A Palestinian sheikh holds the key to his house from which he was displaced during the (European) Nakba.

“We must prevent them from returning,” David Ben-Gurion wrote in his memoirs two months after the Nakba of the Palestinian people and the declaration of the establishment of Israel in 1948, where the tragedy of more than 700,000 refugees began - half of the original population of Palestine at the time - and with them began the story of the United Nations Relief and Works Agency for Palestinian Refugees. (UNRWA), the keeper of the memory of asylum and the memorial of the right of return that Israel is trying to eliminate, as Trinidad Deros Bronte wrote in the Spanish newspaper El País.

Only a few of these 700,000 remain - who were displaced or forced to flee the massacres of Jewish gangs - but there are 6 million Palestinians registered on asylum lists in Gaza, the West Bank, Syria, Jordan and Lebanon. Israel refuses their return because this destroys “the national homeland exclusively for the Jews.” It ends Israel itself, as Bronte quotes UNRWA history specialist Julita Espin Ocampo.

Ocampo believes that UNRWA's connection to the right of return is what made Israel accuse 12 of the agency's employees (numbering about 31,000) of participating in the October 7 attacks.

Agency liquidation

Despite the absence of evidence - Bronte says - 12 countries, including the two most important supporters (the United States and Germany), decided to suspend their funding to the agency, which strikes at the heart of humanitarian aid, especially in Gaza, where 85% of the population is on the brink of famine.

In Gaza, the population depends more than ever on the agency and its facilities (including 700 schools), which since the beginning of the Israeli war have housed about 75% of about 2.2 million Gazans. The cost of this was the death of about 160 of the agency’s employees, in addition to more than 30,000 Palestinians it killed. Israel.

The writer quotes Lubna Shomali from the Palestinian Resource Center for Citizenship and Refugee Rights (an organization based in the occupied West Bank that provides advice to UNRWA) as saying that in attacking the agency, Israel aims to achieve various goals that were strengthened by the war, the first of which is to eliminate the agency’s aid with the aim of displacing the remaining Palestinians. The residents of the Gaza Strip by depriving them of all aspects of life (food, medical services, electricity, etc.) and then annexing the Gaza Strip. The other goal is to eliminate the right of return of 6 million refugees.

Threat to the Israeli narrative

Shomali adds that the agency's mere existence - with its charter that requires providing aid to Palestinian refugees - "threatens the Israeli narrative and its insistence that there are no Palestinian refugees. If the refugee is absent, the right of return is absent."

The article reviewed a number of statements by Israeli officials who attacked the agency and its role in this context, led by Prime Minister Benjamin Netanyahu, who recently accused UNRWA of perpetuating the “Palestinian refugee problem.”

Israeli Foreign Minister Yisrael Katz also described UNRWA as “part of the problem,” and accused it of establishing what he called a false narrative about the existence of Palestinian refugees who must return to the country, calling for “work relentlessly to disengage the agency from Gaza.”

Nakba memorial

The author says that although the agency’s charter does not refer to the right of return of Palestinian refugees, United Nations Resolution No. 302, by which the agency was established and issued in 1949, is in turn based on Resolution No. 194, which guaranteed this right.

The author quotes historian Jorge Ramos Tolosa, a professor at the University of Valencia - and the author of numerous books on Palestine and Israel - that the presence of the agency “reminds the reason that made these people refugees, and deprived them of returning, and that Israel is a colonial project that grants all rights to the Jews, but deprives the Palestinians of the right to return to their land.” He adds, "The mere word 'refugee' refers Israel to the way it was established: the Nakba."

Middle East affairs expert Isaias Parinada says that Israel is trying to stifle the agency until it is unable to perform its tasks. It is condemning it to death, believing that by doing so it can very simply liquidate the refugee issue.

The humanitarian aid provided by UNRWA and the employment opportunities it provides (31,000 Palestinian refugees working there) have helped stabilize these refugees in Gaza, the West Bank, and neighboring countries, and prevented them from dissolving in the host countries, which is the goal that Israel’s leaders have always explicitly desired. Therefore, the Palestinians see in UNRWA - according to the agency’s history specialist Julita Ocampo - “is an embodiment of the international community’s commitment to the right of return.”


Task directions: Beginning with the line below that contains "Task: Click on the button: Go to page 5" and ending with the line that contains "This screenshot has width=777, height=437.", copy every line exactly. Copy nothing else.

Task inputs:
◇ ◇ ◇

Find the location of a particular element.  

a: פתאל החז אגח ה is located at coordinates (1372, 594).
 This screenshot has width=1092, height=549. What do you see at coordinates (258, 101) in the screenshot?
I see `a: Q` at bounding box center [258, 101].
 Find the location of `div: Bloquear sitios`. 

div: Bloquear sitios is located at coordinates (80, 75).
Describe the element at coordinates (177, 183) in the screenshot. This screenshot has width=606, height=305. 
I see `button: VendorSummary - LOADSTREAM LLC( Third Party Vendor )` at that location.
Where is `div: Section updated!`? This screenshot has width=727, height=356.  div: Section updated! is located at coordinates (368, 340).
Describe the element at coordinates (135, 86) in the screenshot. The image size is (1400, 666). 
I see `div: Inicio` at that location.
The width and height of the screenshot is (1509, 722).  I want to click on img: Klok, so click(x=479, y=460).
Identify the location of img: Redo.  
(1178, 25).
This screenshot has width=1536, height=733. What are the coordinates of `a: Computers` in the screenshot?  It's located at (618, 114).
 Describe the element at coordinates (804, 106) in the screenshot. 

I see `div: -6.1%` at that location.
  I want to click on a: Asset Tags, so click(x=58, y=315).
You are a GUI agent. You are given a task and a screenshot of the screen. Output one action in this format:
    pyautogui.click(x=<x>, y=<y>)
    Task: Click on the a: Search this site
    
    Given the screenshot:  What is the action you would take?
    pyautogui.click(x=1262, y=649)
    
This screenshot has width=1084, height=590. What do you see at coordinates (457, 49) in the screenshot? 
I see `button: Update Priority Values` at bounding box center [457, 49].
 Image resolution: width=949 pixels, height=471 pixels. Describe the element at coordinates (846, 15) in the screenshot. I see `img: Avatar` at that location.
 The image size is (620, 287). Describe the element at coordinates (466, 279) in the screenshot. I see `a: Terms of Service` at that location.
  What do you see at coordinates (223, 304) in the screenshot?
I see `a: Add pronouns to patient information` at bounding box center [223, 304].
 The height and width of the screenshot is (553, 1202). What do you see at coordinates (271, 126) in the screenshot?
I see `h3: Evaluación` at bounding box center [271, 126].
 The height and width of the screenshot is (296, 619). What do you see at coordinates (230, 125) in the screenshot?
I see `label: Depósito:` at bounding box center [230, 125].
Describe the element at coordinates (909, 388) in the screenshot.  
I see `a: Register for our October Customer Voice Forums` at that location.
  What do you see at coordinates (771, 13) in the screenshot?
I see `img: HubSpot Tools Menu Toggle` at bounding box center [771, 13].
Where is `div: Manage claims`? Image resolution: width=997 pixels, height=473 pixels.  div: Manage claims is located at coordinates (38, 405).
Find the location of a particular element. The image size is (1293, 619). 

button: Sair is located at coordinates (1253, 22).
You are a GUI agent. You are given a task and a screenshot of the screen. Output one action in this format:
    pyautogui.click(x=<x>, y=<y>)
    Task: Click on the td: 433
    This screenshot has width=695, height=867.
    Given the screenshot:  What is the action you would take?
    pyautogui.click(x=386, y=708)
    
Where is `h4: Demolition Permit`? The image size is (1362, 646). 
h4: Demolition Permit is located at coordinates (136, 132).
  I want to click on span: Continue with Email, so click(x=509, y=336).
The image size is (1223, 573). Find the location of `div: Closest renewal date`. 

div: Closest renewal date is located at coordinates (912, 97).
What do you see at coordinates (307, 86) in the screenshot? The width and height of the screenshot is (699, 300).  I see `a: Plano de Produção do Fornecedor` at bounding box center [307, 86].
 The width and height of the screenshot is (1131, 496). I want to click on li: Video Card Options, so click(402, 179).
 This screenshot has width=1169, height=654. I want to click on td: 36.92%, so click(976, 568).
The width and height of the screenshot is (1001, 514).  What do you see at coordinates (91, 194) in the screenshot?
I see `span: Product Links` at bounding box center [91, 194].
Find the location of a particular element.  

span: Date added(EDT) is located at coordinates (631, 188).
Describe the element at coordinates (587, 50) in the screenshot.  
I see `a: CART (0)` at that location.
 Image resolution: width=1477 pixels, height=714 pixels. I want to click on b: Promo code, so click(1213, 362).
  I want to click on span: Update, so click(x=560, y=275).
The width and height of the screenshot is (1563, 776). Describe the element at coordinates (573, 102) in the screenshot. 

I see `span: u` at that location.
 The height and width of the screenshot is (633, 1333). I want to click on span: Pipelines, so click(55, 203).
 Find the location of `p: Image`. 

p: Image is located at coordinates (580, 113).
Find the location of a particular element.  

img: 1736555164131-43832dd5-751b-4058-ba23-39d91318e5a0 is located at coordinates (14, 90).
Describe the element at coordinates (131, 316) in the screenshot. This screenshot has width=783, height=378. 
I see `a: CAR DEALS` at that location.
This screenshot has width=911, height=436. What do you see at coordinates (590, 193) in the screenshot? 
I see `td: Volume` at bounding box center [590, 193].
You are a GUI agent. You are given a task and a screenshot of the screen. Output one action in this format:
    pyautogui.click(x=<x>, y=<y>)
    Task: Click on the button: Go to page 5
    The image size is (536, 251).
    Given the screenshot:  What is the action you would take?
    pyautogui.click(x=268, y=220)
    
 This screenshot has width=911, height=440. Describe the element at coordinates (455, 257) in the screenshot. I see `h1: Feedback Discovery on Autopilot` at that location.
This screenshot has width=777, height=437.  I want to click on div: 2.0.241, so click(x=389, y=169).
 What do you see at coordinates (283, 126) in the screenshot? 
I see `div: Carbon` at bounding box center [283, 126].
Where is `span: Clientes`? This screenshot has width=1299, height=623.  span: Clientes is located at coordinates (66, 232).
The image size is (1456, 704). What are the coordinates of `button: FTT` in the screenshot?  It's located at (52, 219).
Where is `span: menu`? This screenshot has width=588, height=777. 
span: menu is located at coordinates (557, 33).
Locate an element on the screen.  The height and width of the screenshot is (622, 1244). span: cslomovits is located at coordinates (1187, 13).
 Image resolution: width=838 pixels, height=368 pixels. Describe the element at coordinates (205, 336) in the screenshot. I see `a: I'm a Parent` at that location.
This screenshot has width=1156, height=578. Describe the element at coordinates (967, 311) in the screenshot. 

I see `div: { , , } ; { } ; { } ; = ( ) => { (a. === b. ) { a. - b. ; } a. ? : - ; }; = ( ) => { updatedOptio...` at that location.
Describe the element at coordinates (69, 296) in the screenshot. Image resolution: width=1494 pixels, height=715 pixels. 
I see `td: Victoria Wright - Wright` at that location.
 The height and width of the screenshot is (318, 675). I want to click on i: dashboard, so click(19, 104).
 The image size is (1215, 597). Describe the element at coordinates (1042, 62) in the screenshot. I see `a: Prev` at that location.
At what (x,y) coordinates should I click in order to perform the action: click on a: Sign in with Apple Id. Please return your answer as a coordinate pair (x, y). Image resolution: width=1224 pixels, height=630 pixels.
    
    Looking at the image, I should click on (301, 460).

◇ ◇ ◇

Exercise result:
    Task: Click on the button: Go to page 5
    The image size is (536, 251).
    Given the screenshot:  What is the action you would take?
    pyautogui.click(x=268, y=220)
    
 This screenshot has width=911, height=440. Describe the element at coordinates (455, 257) in the screenshot. I see `h1: Feedback Discovery on Autopilot` at that location.
This screenshot has width=777, height=437.  I want to click on div: 2.0.241, so click(x=389, y=169).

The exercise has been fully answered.